No, I don’t want to sleep with you…

The straw that broke the camel’s back of getting Catherine and I together was that Catherine offered my grandmother the use of her bed.

Nana was in town for the occasion of my little brothers’ 19th birthdays, 30 years ago next month. She brought her mandolin. She was staying the weekend. She needed a place to sleep. I was living in an attic hovel in the house next door to Catherine at the time, accessed by a ladder, and was in no position to offer her my bed.

I may be only realizing tonight that Catherine set up the entire pageant: offer Nana her bed, then, once the night had worn on, ask if I’d like to kiss her, and then, oh, look, she had no place to sleep.

She anticipated my chivalry. Up the ladder she climbed

I was so pleasantly naive.

Despite the conniving build-up, it was a chaste coupling that night, in part because the conditions in the attic hovel caused Catherine to have an severe allergic reaction, in part because I was shy. Or chivalrous. Or chivalrous and shy.

But, from that night onward, we were seldom apart in the overnight hours, relocating from the hovel to Catherine’s considerably more comfortable, accessible, and hypoallergenic bedroom next door. The chastening lessened.

We slept on futons during the early years; it wasn’t until we relocated to Prince Edward Island, and my selfsame grandmother was coming to visit, that we secured, at her insistence, an actual bed. It’s the bed that, 25 years later, Olivia is sleeping on tonight. It’s the bed Olivia was conceived on, New Years Eve 1999.

Shortly after she was diagnosed with incurable cancer in 2014, Catherine moved from the bed we’d shared for many years into the bed in the spare bedroom: her sleep was fitful, she was often in pain, she’d started to use a CPAP machine, and the last thing either of us needed was our moving about the bed to wake up the other.

I don’t think we ever admitted honestly how much an effect that move had on our relationship. We are the generation that grew up with Rob and Laura Petrie sleeping in separate beds on The Dick Van Dyke Show, and evolved to Bob and Emily Hartley sleeping in the same bed on The Bob Newhart Show. Sleeping in the same bed was our cultural birthright, willed to us by the sexual revolution, and not doing so seemed like the end of something vital.

And it was.

But sleeping in my own bed is what kept me going, all the years Catherine was in bed across the hall: being able to get a good night’s sleep, every night, and, almost as important, being able to shut the bedroom door, every night, and create a (thin) airlock between me and the roiling, gave me just enough rest and peace to keep me going.

Across the hall, Catherine could gather herself in her infinite palace of pillows, sleep when she could sleep, get up when she needed, and have no worry that she’d keep me awake.
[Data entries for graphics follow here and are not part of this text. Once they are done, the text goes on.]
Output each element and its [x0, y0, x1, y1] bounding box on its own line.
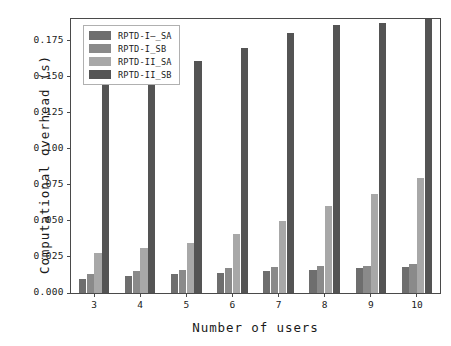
- x-tick-mark: [278, 293, 279, 297]
- y-tick-mark: [67, 184, 71, 185]
- y-tick-label: 0.125: [33, 106, 64, 117]
- bar-1-2: [140, 248, 147, 293]
- bar-2-1: [179, 270, 186, 293]
- legend-swatch: [89, 57, 111, 66]
- legend-label: RPTD-I_SB: [118, 44, 166, 54]
- bar-4-2: [279, 221, 286, 293]
- bar-1-1: [133, 271, 140, 293]
- bar-6-2: [371, 194, 378, 294]
- y-tick-mark: [67, 148, 71, 149]
- bar-0-2: [94, 253, 101, 293]
- x-axis-title: Number of users: [70, 320, 441, 335]
- bar-7-1: [409, 264, 416, 293]
- y-tick-label: 0.150: [33, 70, 64, 81]
- bar-2-2: [187, 243, 194, 293]
- bar-7-3: [425, 19, 432, 293]
- x-tick-mark: [94, 293, 95, 297]
- bar-1-0: [125, 276, 132, 293]
- legend-item: RPTD-II_SB: [89, 69, 172, 80]
- bar-5-0: [309, 270, 316, 293]
- x-tick-label: 10: [403, 299, 431, 310]
- x-tick-mark: [186, 293, 187, 297]
- bar-3-3: [241, 48, 248, 293]
- bar-3-1: [225, 268, 232, 293]
- x-tick-label: 5: [172, 299, 200, 310]
- legend-swatch: [89, 31, 111, 40]
- y-tick-mark: [67, 40, 71, 41]
- y-tick-label: 0.050: [33, 214, 64, 225]
- bar-4-1: [271, 267, 278, 293]
- x-tick-mark: [370, 293, 371, 297]
- bar-5-1: [317, 266, 324, 293]
- x-tick-label: 3: [80, 299, 108, 310]
- legend-item: RPTD-I_SB: [89, 43, 172, 54]
- x-tick-mark: [416, 293, 417, 297]
- y-tick-label: 0.025: [33, 250, 64, 261]
- y-tick-label: 0.000: [33, 286, 64, 297]
- bar-4-0: [263, 271, 270, 293]
- x-tick-label: 4: [126, 299, 154, 310]
- y-tick-mark: [67, 112, 71, 113]
- bar-7-0: [402, 267, 409, 293]
- bar-3-2: [233, 234, 240, 293]
- bar-2-3: [194, 61, 201, 293]
- x-tick-mark: [140, 293, 141, 297]
- y-tick-mark: [67, 256, 71, 257]
- y-tick-label: 0.175: [33, 34, 64, 45]
- y-tick-mark: [67, 76, 71, 77]
- bar-7-2: [417, 178, 424, 293]
- bar-1-3: [148, 74, 155, 293]
- y-tick-label: 0.075: [33, 178, 64, 189]
- chart-legend: RPTD-I—_SARPTD-I_SBRPTD-II_SARPTD-II_SB: [83, 25, 180, 85]
- bar-chart-figure: Computational overhead (s) Number of use…: [0, 0, 451, 346]
- bar-6-3: [379, 23, 386, 293]
- bar-4-3: [287, 33, 294, 293]
- legend-label: RPTD-II_SA: [118, 57, 172, 67]
- bar-0-3: [102, 77, 109, 293]
- x-tick-label: 8: [311, 299, 339, 310]
- plot-area: 0.0000.0250.0500.0750.1000.1250.1500.175…: [70, 18, 441, 294]
- bar-0-0: [79, 279, 86, 293]
- y-tick-label: 0.100: [33, 142, 64, 153]
- bar-5-3: [333, 25, 340, 293]
- y-tick-mark: [67, 220, 71, 221]
- bar-0-1: [87, 274, 94, 293]
- legend-item: RPTD-II_SA: [89, 56, 172, 67]
- x-tick-label: 7: [265, 299, 293, 310]
- bar-3-0: [217, 273, 224, 293]
- legend-item: RPTD-I—_SA: [89, 30, 172, 41]
- bar-5-2: [325, 206, 332, 293]
- legend-label: RPTD-II_SB: [118, 70, 172, 80]
- x-tick-label: 6: [218, 299, 246, 310]
- bar-6-1: [363, 266, 370, 293]
- bar-6-0: [356, 268, 363, 293]
- legend-swatch: [89, 44, 111, 53]
- legend-swatch: [89, 70, 111, 79]
- x-tick-mark: [324, 293, 325, 297]
- y-tick-mark: [67, 293, 71, 294]
- x-tick-label: 9: [357, 299, 385, 310]
- legend-label: RPTD-I—_SA: [118, 31, 172, 41]
- x-tick-mark: [232, 293, 233, 297]
- bar-2-0: [171, 274, 178, 293]
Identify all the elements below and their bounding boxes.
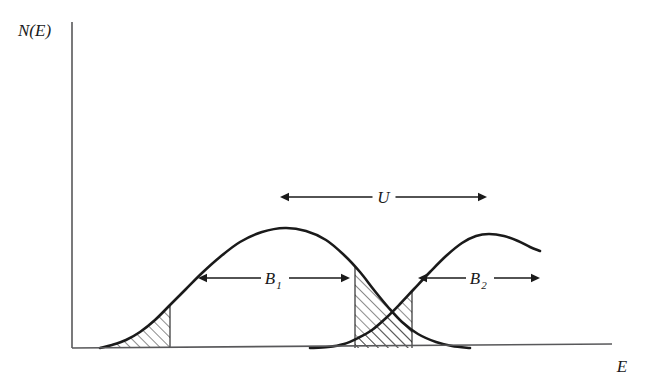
y-axis-label: N(E) xyxy=(17,21,51,40)
annotation-layer: UB1B2 xyxy=(198,188,540,291)
annotation-subscript-b2: 2 xyxy=(481,279,487,291)
upper-hubbard-band-curve xyxy=(310,234,540,348)
density-of-states-figure: N(E) E UB1B2 xyxy=(0,0,649,384)
annotation-subscript-b1: 1 xyxy=(276,279,282,291)
annotation-label-u: U xyxy=(377,188,391,207)
figure-container: N(E) E UB1B2 xyxy=(0,0,649,384)
arrowhead-right xyxy=(478,193,487,201)
x-axis-label: E xyxy=(616,357,628,376)
arrowhead-right xyxy=(341,274,350,282)
annotation-u: U xyxy=(280,188,487,207)
annotation-label-b1: B xyxy=(265,269,276,288)
annotation-b1: B1 xyxy=(198,269,350,291)
arrowhead-left xyxy=(280,193,289,201)
annotation-b2: B2 xyxy=(418,269,540,291)
arrowhead-right xyxy=(531,274,540,282)
annotation-label-b2: B xyxy=(470,269,481,288)
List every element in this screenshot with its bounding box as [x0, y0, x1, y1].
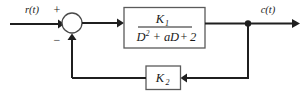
summing-junction [62, 13, 82, 33]
error-wire [82, 19, 124, 28]
forward-denominator: D 2 + a D + 2 [135, 29, 196, 44]
feedback-arrowhead-up-icon [68, 34, 77, 41]
summing-plus-sign: + [54, 3, 61, 17]
forward-numerator-subscript: 1 [165, 19, 169, 28]
output-wire [248, 19, 300, 28]
denominator-plus-second: + [181, 30, 188, 44]
denominator-D-second: D [169, 30, 179, 44]
forward-numerator-symbol: K [155, 12, 165, 26]
denominator-D-first: D [135, 30, 145, 44]
block-diagram-canvas: r(t) c(t) + − K 1 D 2 + a D + 2 K 2 [0, 0, 308, 98]
denominator-plus-first: + [154, 30, 161, 44]
input-wire [10, 20, 65, 29]
feedback-gain-subscript: 2 [166, 78, 170, 87]
denominator-exponent-two: 2 [146, 29, 150, 38]
denominator-constant-two: 2 [190, 30, 196, 44]
feedback-gain-symbol: K [155, 71, 165, 85]
error-arrowhead-icon [117, 19, 124, 28]
input-signal-label: r(t) [25, 4, 40, 16]
output-signal-label: c(t) [261, 4, 276, 16]
summing-minus-sign: − [54, 33, 61, 47]
output-arrowhead-icon [292, 19, 300, 28]
feedback-arrowhead-icon [181, 74, 188, 83]
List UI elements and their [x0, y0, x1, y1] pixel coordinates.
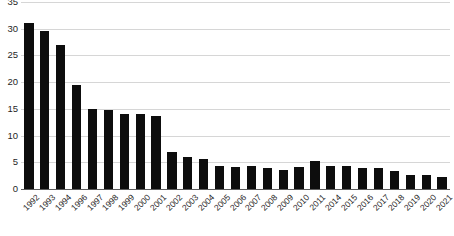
y-axis-labels: 05101520253035 [0, 0, 21, 190]
bar [374, 168, 383, 189]
bar [136, 114, 145, 189]
bar [56, 45, 65, 189]
y-axis-tick-label: 5 [13, 157, 18, 167]
bar [263, 168, 272, 189]
bar [390, 171, 399, 189]
bar [215, 166, 224, 190]
bar [231, 167, 240, 189]
bar [247, 166, 256, 190]
bar [199, 159, 208, 189]
bar [24, 23, 33, 189]
bar [279, 170, 288, 189]
bar [358, 168, 367, 189]
y-axis-tick-label: 0 [13, 184, 18, 194]
bar [342, 166, 351, 189]
bar [167, 152, 176, 189]
bar [40, 31, 49, 189]
bar-series [21, 0, 450, 190]
bar [437, 177, 446, 189]
bar [294, 167, 303, 189]
x-axis-labels: 1992199319941996199719981999200020012002… [21, 190, 450, 236]
bar [326, 166, 335, 190]
y-axis-tick-label: 35 [7, 0, 18, 7]
y-axis-tick-label: 15 [7, 104, 18, 114]
y-axis-tick-label: 30 [7, 24, 18, 34]
bar [183, 157, 192, 189]
bar [406, 175, 415, 189]
bar [120, 114, 129, 189]
y-axis-tick-label: 25 [7, 50, 18, 60]
bar [151, 116, 160, 189]
bar [88, 109, 97, 189]
bar [422, 175, 431, 189]
y-axis-tick-label: 20 [7, 77, 18, 87]
bar [72, 85, 81, 189]
bar [104, 110, 113, 189]
y-axis-tick-label: 10 [7, 131, 18, 141]
bar [310, 161, 319, 189]
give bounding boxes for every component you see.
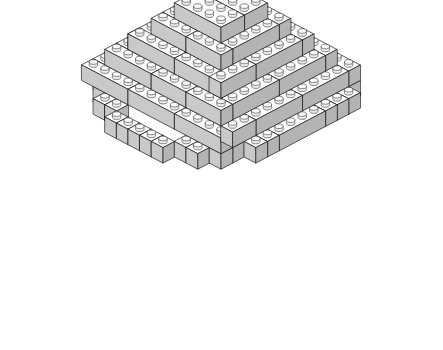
- stud-cap: [136, 124, 144, 129]
- brick-stud: [298, 29, 306, 37]
- stud-cap: [275, 13, 283, 18]
- brick-stud: [217, 44, 225, 52]
- stud-cap: [205, 10, 213, 15]
- stud-cap: [159, 13, 167, 18]
- brick-stud-group: [112, 112, 120, 120]
- brick-stud: [147, 130, 155, 138]
- brick-stud: [217, 16, 225, 24]
- stud-cap: [217, 4, 225, 9]
- stud-cap: [124, 118, 132, 123]
- stud-cap: [217, 99, 225, 104]
- brick-stud-group: [159, 136, 167, 144]
- stud-cap: [217, 71, 225, 76]
- stud-cap: [147, 130, 155, 135]
- brick-stud: [344, 60, 352, 68]
- brick-stud: [159, 136, 167, 144]
- stud-cap: [112, 44, 120, 49]
- brick-stud: [194, 4, 202, 12]
- stud-cap: [159, 136, 167, 141]
- brick-stud-group: [136, 124, 144, 132]
- brick-stud: [217, 71, 225, 79]
- brick-stud: [112, 112, 120, 120]
- brick-stud: [275, 13, 283, 21]
- stud-cap: [321, 44, 329, 49]
- stud-cap: [298, 29, 306, 34]
- brick-stud: [159, 13, 167, 21]
- brick-stud-group: [124, 118, 132, 126]
- brick-stud: [182, 0, 190, 5]
- brick-stud: [321, 44, 329, 52]
- brick-stud: [217, 99, 225, 107]
- brick-stud: [240, 4, 248, 12]
- brick-stud: [252, 0, 260, 5]
- stud-cap: [344, 60, 352, 65]
- brick-stud: [112, 44, 120, 52]
- brick-stud: [205, 10, 213, 18]
- lego-dome-illustration: [0, 0, 443, 350]
- illustration-canvas: [0, 0, 443, 350]
- brick-stud: [136, 29, 144, 37]
- brick-stud: [205, 0, 213, 5]
- brick-stud: [89, 60, 97, 68]
- stud-cap: [217, 44, 225, 49]
- brick-stud-group: [147, 130, 155, 138]
- brick-stud: [217, 4, 225, 12]
- stud-cap: [112, 112, 120, 117]
- brick-stud: [124, 118, 132, 126]
- stud-cap: [228, 10, 236, 15]
- stud-cap: [194, 4, 202, 9]
- brick-stud: [228, 10, 236, 18]
- stud-cap: [217, 16, 225, 21]
- brick-stud: [228, 0, 236, 5]
- stud-cap: [240, 4, 248, 9]
- stud-cap: [136, 29, 144, 34]
- brick-stud: [136, 124, 144, 132]
- stud-cap: [89, 60, 97, 65]
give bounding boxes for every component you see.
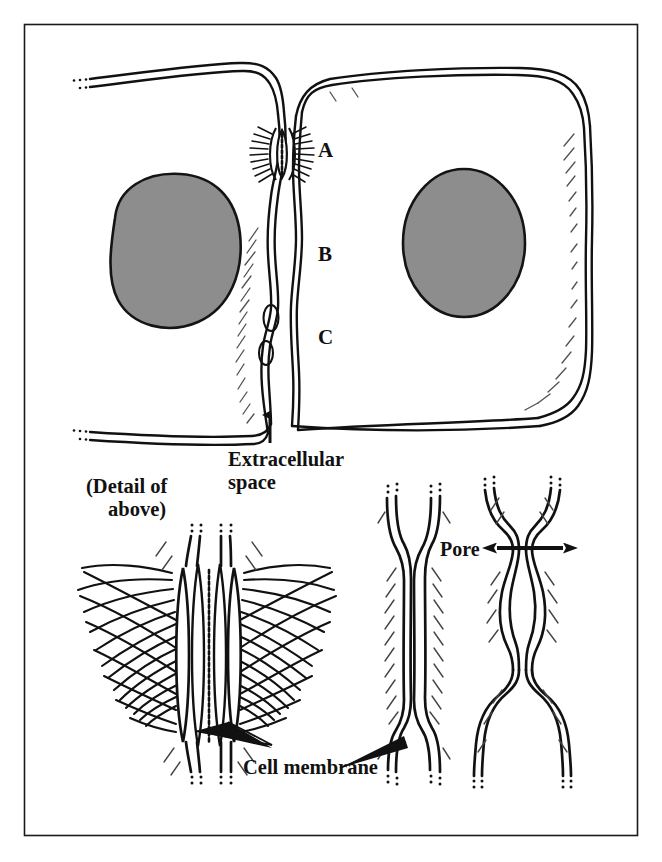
detail-caption-line2: above) — [108, 498, 166, 521]
extracellular-space-label-line2: space — [228, 471, 276, 494]
desmosome-inner-left — [192, 564, 204, 746]
left-cell-nucleus — [110, 174, 240, 328]
figure-root: A B C Extracellular space (Detail of abo… — [0, 0, 662, 862]
label-junction-a: A — [318, 138, 334, 162]
right-cell-nucleus — [403, 169, 525, 317]
label-junction-b: B — [318, 242, 332, 266]
label-junction-c: C — [318, 325, 333, 349]
cell-junction-diagram: A B C Extracellular space (Detail of abo… — [0, 0, 662, 862]
detail-caption-line1: (Detail of — [86, 475, 169, 498]
desmosome-inner-right — [214, 564, 226, 746]
desmosome-junction-a — [250, 127, 314, 182]
extracellular-space-label-line1: Extracellular — [228, 448, 344, 470]
desmosome-plaque-left — [176, 568, 189, 742]
page-background — [0, 0, 662, 862]
pore-label: Pore — [440, 538, 480, 560]
desmosome-plaque-right — [228, 568, 241, 742]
It’s strange how, even having lived the benefits of having my own bed through those years, it still seems divergent when I hear of other couples who sleep apart. “I wonder what’s wrong?!”, I silently whisper to myself, assuming there must be trouble in their coupling. Sleeping in the same bed has become a semaphore for relationship health. And that is a shame, as I think it’s possible to have a perfectly healthy, deep, and committed loving relationship with someone, and still maintain two beds. Indeed I think for many, cancer or not, it may be preferred by one or the other or both.

I wrote to a friend the other day that I wasn’t looking to get “redomesticated” as my life evolves into its next chapters. It was a blunt way of expressing that there are a bunch of habits and practices that I lived inside for almost 30 years, some of them active expressions of patriarchy, some of them simply generally accepted relationship principles, that I’m reluctant to swallow whole again.

I don’t mean to suggest that I’m moving into the Burning Man phase of my life, simply that I’m better positioned to recognize and do what’s actually healthy for both parties to a couple, and not just what’s expected by others, or intuited from inherited semaphores.

Which is all to say that should I, at some point, enter into a less chaste friendship with someone, it will take a lot to separate me from the pleasures of retiring for the night to a bed all my own.

Comments

sarcozona's picture
sarcozona on September 25, 2021 - 10:28 Permalink

My partner and I lived separately for the first 4 years of our relationship and keep separate bedrooms now and it is wonderful.

He’s a night owl and I’m an early bird, I have a chronic illness with a lot of pain and need to rest during the day, and we both just like having our very own space to retreat to.

Spending time with my partner is a delight and privilege, not mundane and not required.

Seconding normalizing this very pleasant and healthy arrangement!